Being in the Wrong Body: Feeling the Pain of Gender Dysphoria
Imagine that from the earliest you can remember you knew you were different. You wanted to play with toys that children of the other sex played with. You feel wrong in your clothes and the way you are stereotyped. Worse still you live in fear of being caught, ridiculed or beaten up; you quickly learn how to behave and live a fake life.
As you struggle through school you start to experience, with impending horror and disgust, the development of your body because it feels wrong. It may be a case that you never came out and the pressure of living a lie in your adult life becomes too much; the kids leave home and your situation becomes desperate.
Some people don’t have to imagine: this is their life journey.
Gender dysphoria is the tragically misunderstood ‘condition’ of being born with a gender that is the opposite of your physical sex; being a male born into a female’s body or vice versa. Once thought of as a social ‘choice’, it is now widely accepted to have biological origins rooted in the action of hormones during the crucial sex differentiation stages of foetal development.
Treatment may involve gender reassignment surgery, but there is much work to do before making any decisions about whether to move forward or to stay where you are and work on becoming more comfortable with yourself. For a start, gender dysphoria must be carefully diagnosed and other possibilities eliminated. If assimilation to your gender is desired then hormone therapy may be gradually introduced alongside counselling. Due to the incredible bravery needed to seek treatment, or even to open up and talk about your situation, those who seek support via counselling or group therapy are sadly in a minority. The majority struggle with their feelings in isolation; we lose some to suicide and others stay quiet and suffer. It is the fortunate few who feel able to seek help.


**WORK TO BE COMPLETED**
Your task is to repeat the entries underneath exactly, minus the pictures.
DATASET ENTRIES Start Marker
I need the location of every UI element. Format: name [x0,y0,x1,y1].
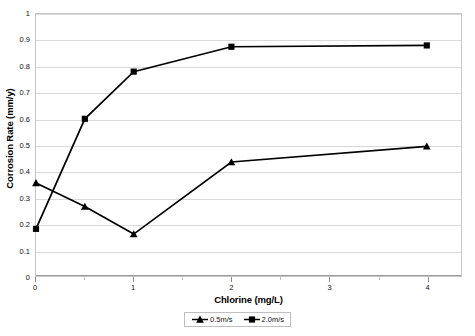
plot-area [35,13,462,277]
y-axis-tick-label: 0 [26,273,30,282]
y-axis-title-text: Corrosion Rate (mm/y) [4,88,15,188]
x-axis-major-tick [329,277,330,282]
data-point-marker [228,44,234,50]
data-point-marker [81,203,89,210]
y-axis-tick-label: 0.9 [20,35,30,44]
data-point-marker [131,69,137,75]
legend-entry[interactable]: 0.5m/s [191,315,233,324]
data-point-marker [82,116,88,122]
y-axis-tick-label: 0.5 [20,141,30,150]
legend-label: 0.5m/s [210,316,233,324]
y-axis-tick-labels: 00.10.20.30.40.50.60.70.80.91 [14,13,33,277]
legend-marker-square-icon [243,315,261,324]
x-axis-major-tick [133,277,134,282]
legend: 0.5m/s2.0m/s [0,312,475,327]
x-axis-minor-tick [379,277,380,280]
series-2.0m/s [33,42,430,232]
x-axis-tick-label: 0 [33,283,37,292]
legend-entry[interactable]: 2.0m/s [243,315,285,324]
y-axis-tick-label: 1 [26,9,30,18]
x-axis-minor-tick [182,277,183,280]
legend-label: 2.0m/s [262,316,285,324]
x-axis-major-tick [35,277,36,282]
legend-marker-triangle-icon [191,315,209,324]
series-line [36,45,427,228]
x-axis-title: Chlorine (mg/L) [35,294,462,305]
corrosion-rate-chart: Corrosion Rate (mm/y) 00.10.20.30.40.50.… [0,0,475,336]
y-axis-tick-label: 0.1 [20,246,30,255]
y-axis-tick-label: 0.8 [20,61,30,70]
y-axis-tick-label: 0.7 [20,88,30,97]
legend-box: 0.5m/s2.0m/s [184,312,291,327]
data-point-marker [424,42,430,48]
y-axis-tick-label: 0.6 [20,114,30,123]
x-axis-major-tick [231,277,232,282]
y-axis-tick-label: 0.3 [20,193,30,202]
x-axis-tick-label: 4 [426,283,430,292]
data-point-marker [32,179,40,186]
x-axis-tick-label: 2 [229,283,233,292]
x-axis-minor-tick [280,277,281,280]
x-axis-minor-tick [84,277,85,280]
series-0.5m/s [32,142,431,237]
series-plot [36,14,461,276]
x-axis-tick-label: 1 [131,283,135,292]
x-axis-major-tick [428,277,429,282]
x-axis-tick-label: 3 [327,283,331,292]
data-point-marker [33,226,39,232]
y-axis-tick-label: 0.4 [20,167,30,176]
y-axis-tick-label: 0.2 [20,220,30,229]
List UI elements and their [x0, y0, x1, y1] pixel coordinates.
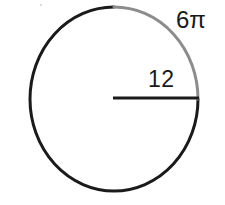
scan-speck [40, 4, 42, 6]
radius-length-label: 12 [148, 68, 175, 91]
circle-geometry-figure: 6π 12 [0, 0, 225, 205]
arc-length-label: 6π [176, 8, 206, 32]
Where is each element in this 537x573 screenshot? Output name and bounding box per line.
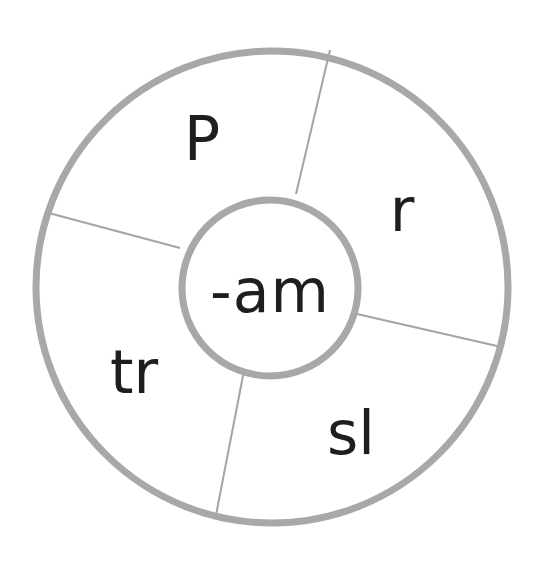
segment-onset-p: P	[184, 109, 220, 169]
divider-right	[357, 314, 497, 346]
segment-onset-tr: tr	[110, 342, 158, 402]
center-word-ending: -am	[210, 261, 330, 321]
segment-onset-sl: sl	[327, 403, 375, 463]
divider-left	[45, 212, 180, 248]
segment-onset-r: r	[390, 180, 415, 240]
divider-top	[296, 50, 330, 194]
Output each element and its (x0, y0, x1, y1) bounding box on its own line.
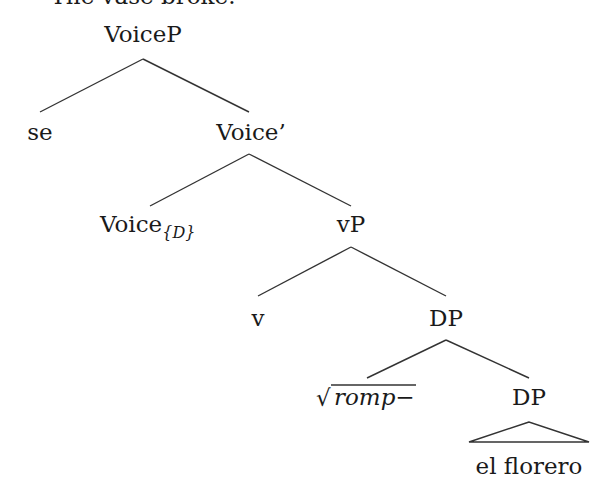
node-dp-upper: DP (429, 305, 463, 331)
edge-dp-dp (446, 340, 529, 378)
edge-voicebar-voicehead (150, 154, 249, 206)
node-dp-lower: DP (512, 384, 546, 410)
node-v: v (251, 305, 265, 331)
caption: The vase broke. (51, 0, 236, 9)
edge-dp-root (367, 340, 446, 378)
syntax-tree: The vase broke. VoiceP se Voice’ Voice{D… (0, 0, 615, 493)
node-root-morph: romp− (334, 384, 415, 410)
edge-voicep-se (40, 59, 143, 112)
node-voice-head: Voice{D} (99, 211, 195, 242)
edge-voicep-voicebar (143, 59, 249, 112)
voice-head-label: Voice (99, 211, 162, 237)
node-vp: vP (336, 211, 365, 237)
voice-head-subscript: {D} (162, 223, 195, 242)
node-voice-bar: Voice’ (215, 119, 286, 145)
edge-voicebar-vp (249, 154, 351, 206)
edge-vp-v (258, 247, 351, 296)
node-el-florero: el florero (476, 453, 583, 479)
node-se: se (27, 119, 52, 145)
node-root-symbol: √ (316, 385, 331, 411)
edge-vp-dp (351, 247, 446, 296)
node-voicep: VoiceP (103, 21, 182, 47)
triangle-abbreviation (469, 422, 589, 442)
DATASET ENTRIES End Marker
**RESPONSE**
I need the location of every UI element. Format: name [x0,y0,x1,y1].
plot-area [35,13,462,277]
y-axis-tick-label: 0 [26,273,30,282]
y-axis-title-text: Corrosion Rate (mm/y) [4,88,15,188]
x-axis-major-tick [329,277,330,282]
data-point-marker [228,44,234,50]
data-point-marker [81,203,89,210]
y-axis-tick-label: 0.9 [20,35,30,44]
data-point-marker [131,69,137,75]
legend-entry[interactable]: 0.5m/s [191,315,233,324]
data-point-marker [82,116,88,122]
y-axis-tick-label: 0.5 [20,141,30,150]
legend-label: 0.5m/s [210,316,233,324]
y-axis-tick-labels: 00.10.20.30.40.50.60.70.80.91 [14,13,33,277]
legend-marker-square-icon [243,315,261,324]
x-axis-major-tick [133,277,134,282]
legend: 0.5m/s2.0m/s [0,312,475,327]
x-axis-minor-tick [379,277,380,280]
series-2.0m/s [33,42,430,232]
x-axis-tick-label: 0 [33,283,37,292]
legend-entry[interactable]: 2.0m/s [243,315,285,324]
y-axis-tick-label: 1 [26,9,30,18]
x-axis-minor-tick [182,277,183,280]
legend-label: 2.0m/s [262,316,285,324]
x-axis-major-tick [35,277,36,282]
legend-marker-triangle-icon [191,315,209,324]
series-line [36,45,427,228]
x-axis-title: Chlorine (mg/L) [35,294,462,305]
corrosion-rate-chart: Corrosion Rate (mm/y) 00.10.20.30.40.50.… [0,0,475,336]
y-axis-tick-label: 0.1 [20,246,30,255]
y-axis-tick-label: 0.8 [20,61,30,70]
y-axis-tick-label: 0.7 [20,88,30,97]
legend-box: 0.5m/s2.0m/s [184,312,291,327]
data-point-marker [424,42,430,48]
y-axis-tick-label: 0.6 [20,114,30,123]
x-axis-major-tick [231,277,232,282]
y-axis-tick-label: 0.3 [20,193,30,202]
x-axis-tick-label: 4 [426,283,430,292]
data-point-marker [32,179,40,186]
x-axis-tick-label: 2 [229,283,233,292]
x-axis-minor-tick [280,277,281,280]
x-axis-minor-tick [84,277,85,280]
series-0.5m/s [32,142,431,237]
series-plot [36,14,461,276]
x-axis-tick-label: 1 [131,283,135,292]
x-axis-major-tick [428,277,429,282]
x-axis-tick-label: 3 [327,283,331,292]
data-point-marker [33,226,39,232]
y-axis-tick-label: 0.4 [20,167,30,176]
y-axis-tick-label: 0.2 [20,220,30,229]
List UI elements and their [x0, y0, x1, y1] pixel coordinates.
scan-speck [40, 4, 42, 6]
radius-length-label: 12 [148, 68, 175, 91]
circle-geometry-figure: 6π 12 [0, 0, 225, 205]
arc-length-label: 6π [176, 8, 206, 32]
Where is each element in this 537x573 screenshot? Output name and bounding box per line.
segment-onset-p: P	[184, 109, 220, 169]
divider-right	[357, 314, 497, 346]
segment-onset-tr: tr	[110, 342, 158, 402]
center-word-ending: -am	[210, 261, 330, 321]
segment-onset-sl: sl	[327, 403, 375, 463]
divider-left	[45, 212, 180, 248]
segment-onset-r: r	[390, 180, 415, 240]
divider-top	[296, 50, 330, 194]
Output each element and its (x0, y0, x1, y1) bounding box on its own line.
node-dp-upper: DP (429, 305, 463, 331)
edge-dp-dp (446, 340, 529, 378)
edge-voicebar-voicehead (150, 154, 249, 206)
node-dp-lower: DP (512, 384, 546, 410)
node-v: v (251, 305, 265, 331)
caption: The vase broke. (51, 0, 236, 9)
edge-dp-root (367, 340, 446, 378)
syntax-tree: The vase broke. VoiceP se Voice’ Voice{D… (0, 0, 615, 493)
node-root-morph: romp− (334, 384, 415, 410)
edge-voicep-se (40, 59, 143, 112)
node-voice-head: Voice{D} (99, 211, 195, 242)
edge-voicep-voicebar (143, 59, 249, 112)
voice-head-label: Voice (99, 211, 162, 237)
node-vp: vP (336, 211, 365, 237)
voice-head-subscript: {D} (162, 223, 195, 242)
node-voice-bar: Voice’ (215, 119, 286, 145)
edge-voicebar-vp (249, 154, 351, 206)
edge-vp-v (258, 247, 351, 296)
node-el-florero: el florero (476, 453, 583, 479)
node-se: se (27, 119, 52, 145)
node-root-symbol: √ (316, 385, 331, 411)
edge-vp-dp (351, 247, 446, 296)
node-voicep: VoiceP (103, 21, 182, 47)
triangle-abbreviation (469, 422, 589, 442)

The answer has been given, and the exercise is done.